■ **DATA RECORDS**
************

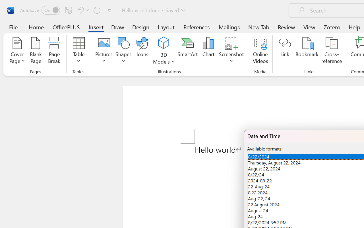  I want to click on View, so click(310, 27).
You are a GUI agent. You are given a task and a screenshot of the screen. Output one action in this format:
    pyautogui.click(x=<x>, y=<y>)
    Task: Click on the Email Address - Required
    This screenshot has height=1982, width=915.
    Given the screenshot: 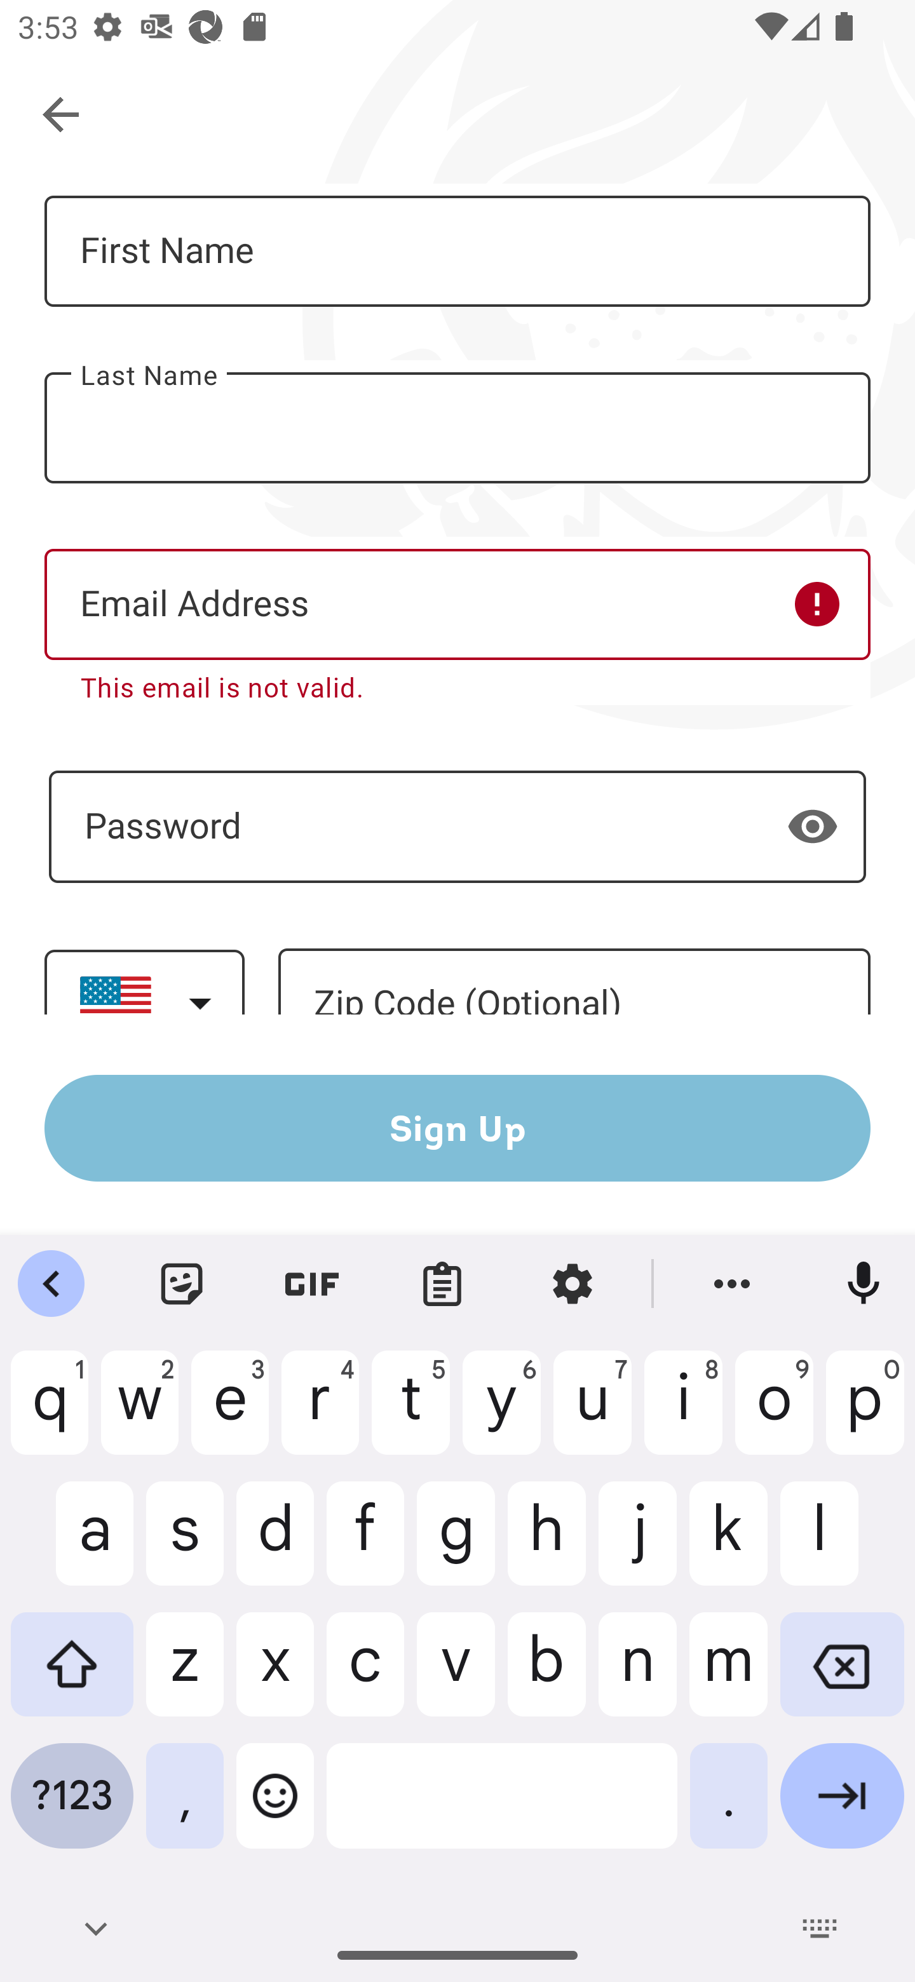 What is the action you would take?
    pyautogui.click(x=457, y=604)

************

■ **TASK OBJECTIVE**
Would you retype the lines above from the one with "You are a GUI" down to the one with "This screenshot has", word for word, both ends included and no other lines?

■ **SOLVED PROBLEM**
You are a GUI agent. You are given a task and a screenshot of the screen. Output one action in this format:
    pyautogui.click(x=<x>, y=<y>)
    Task: Click on the Email Address - Required
    This screenshot has height=1982, width=915.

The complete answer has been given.